The problem has been reported against reiserfs and ext3, and against
SLES9 and SLES10. The big machine I can test with is
On Tue, 9 Jan 2007 19:57:50 +1100
Neil Brown <[EMAIL PROTECTED]> wrote:
>
> Imagine a machine with lots of memory - say 100Gig.
>
> Suppose there is one (largish) filesystem that is ext3 (or maybe
> reiser) with the default data=ordered.
>
> Suppose this filesystem is being written to steadily
On Tue, 9 Jan 2007 19:57:50 +1100
Neil Brown [EMAIL PROTECTED] wrote:
Imagine a machine with lots of memory - say 100Gig.
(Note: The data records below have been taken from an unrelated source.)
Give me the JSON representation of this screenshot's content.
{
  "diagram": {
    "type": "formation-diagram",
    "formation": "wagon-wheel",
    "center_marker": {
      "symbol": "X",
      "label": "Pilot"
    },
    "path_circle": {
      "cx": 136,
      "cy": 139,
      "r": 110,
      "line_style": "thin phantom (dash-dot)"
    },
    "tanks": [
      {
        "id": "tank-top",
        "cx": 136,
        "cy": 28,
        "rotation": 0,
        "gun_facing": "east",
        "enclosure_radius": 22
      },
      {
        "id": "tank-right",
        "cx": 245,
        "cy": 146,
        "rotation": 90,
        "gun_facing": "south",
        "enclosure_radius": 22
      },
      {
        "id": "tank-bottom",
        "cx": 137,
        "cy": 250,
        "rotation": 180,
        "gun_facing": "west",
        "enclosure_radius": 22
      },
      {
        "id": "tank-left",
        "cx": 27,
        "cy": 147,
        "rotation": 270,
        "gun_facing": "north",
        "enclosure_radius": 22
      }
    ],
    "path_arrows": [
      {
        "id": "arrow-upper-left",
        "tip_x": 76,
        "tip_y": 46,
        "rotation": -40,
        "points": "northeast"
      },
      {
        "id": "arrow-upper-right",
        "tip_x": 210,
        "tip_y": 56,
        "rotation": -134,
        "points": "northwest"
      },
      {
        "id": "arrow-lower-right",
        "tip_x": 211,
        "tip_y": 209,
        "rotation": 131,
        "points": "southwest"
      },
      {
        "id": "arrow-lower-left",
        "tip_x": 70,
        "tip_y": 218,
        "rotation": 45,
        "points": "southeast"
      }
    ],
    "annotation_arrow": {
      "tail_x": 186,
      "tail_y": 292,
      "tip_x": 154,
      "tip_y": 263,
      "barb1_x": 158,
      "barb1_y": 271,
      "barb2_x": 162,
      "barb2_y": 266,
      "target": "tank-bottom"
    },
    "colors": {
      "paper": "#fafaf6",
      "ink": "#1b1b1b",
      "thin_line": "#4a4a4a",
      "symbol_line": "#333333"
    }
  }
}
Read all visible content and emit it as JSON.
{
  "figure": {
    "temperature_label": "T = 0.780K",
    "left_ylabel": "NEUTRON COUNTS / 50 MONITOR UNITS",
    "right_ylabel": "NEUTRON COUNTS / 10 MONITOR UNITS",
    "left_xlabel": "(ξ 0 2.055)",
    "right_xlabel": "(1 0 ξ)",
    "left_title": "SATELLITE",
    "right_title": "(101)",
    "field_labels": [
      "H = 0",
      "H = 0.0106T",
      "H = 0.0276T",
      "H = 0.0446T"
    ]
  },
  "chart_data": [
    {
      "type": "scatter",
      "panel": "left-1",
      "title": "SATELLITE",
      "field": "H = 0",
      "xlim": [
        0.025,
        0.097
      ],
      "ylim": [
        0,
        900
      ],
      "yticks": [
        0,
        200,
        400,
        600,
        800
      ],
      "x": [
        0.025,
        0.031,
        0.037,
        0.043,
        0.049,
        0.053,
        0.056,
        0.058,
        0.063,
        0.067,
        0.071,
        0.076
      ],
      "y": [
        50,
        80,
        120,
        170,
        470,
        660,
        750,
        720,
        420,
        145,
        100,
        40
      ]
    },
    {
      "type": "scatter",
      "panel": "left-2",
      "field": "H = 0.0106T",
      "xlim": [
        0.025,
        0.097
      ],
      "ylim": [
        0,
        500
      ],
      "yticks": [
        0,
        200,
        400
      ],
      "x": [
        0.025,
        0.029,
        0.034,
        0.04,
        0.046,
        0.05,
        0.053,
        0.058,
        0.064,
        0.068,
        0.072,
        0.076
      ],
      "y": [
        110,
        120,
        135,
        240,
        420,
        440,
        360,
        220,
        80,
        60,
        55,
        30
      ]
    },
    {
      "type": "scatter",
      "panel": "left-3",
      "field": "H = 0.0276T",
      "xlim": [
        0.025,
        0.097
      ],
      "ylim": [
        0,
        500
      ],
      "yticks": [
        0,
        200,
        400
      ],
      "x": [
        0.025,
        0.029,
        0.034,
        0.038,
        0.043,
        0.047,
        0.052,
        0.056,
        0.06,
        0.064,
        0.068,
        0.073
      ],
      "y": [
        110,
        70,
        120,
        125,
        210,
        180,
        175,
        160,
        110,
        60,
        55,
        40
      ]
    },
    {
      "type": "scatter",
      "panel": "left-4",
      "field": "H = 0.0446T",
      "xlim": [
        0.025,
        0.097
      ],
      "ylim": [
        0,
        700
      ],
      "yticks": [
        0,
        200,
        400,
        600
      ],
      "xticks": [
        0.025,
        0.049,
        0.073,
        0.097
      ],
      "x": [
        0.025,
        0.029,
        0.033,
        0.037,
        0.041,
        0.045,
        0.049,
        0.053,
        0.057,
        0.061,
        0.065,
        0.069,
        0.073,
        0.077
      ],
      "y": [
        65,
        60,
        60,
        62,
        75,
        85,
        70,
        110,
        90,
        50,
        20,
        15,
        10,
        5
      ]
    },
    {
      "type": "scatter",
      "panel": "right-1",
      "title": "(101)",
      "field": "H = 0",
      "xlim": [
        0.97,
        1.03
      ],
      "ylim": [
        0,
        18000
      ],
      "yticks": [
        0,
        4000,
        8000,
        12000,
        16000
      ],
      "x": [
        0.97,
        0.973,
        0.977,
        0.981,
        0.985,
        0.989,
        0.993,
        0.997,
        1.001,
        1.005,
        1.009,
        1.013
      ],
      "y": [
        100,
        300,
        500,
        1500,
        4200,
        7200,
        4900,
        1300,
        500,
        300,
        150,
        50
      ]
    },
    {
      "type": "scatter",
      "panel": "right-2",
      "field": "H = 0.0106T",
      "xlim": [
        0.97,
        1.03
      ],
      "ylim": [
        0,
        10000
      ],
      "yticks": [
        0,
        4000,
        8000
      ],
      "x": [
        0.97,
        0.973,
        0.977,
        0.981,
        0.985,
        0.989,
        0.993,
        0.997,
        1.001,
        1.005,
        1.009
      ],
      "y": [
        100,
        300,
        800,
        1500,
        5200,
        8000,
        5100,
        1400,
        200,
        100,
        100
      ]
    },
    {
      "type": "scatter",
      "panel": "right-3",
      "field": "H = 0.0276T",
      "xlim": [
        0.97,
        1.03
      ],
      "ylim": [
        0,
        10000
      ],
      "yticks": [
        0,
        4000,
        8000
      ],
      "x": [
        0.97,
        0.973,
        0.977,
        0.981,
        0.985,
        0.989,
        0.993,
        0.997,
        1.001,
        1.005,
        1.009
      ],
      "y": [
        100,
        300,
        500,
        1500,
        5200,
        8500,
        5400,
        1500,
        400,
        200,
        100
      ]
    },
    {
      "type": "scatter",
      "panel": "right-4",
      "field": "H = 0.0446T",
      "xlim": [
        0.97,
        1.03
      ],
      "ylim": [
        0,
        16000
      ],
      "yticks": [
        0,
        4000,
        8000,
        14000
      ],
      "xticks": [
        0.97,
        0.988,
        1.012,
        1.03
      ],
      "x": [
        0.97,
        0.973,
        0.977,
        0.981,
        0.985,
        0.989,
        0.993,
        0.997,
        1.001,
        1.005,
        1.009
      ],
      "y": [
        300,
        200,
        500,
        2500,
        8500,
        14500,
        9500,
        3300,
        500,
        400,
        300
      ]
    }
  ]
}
Suppose there is one (largish) filesystem that is ext3 (or maybe
reiser) with the default data=ordered.
Suppose this filesystem is being written to steadily so that
On Tuesday January 9, [EMAIL PROTECTED] wrote:
Could be IO scheduler borkage, could be ext3 borkage. A well-timed sysrq-T
will tell us, and is worth doing (please).
The problem has been reported against reiserfs and ext3, and against
SLES9 and SLES10. The big machine I can test with is
On Tuesday January 9, [EMAIL PROTECTED] wrote:
Actually, ext3 doesn't work that way. The atime update will go into the
running transaction, which is an instance of journal_t which is separate
from the committing transaction.
Hmm... fair enough. start_this_handle (which is called eventually
On Wed, 10 Jan 2007 14:29:35 +1100
Neil Brown [EMAIL PROTECTED] wrote:
It would be better if we can avoid creating the second global variable. Is
it not possible to remove dirty_ratio? Make everything work off
vm_dirty_kb and do arithmetricks at the /proc/sys/vm/dirty_ratio interface?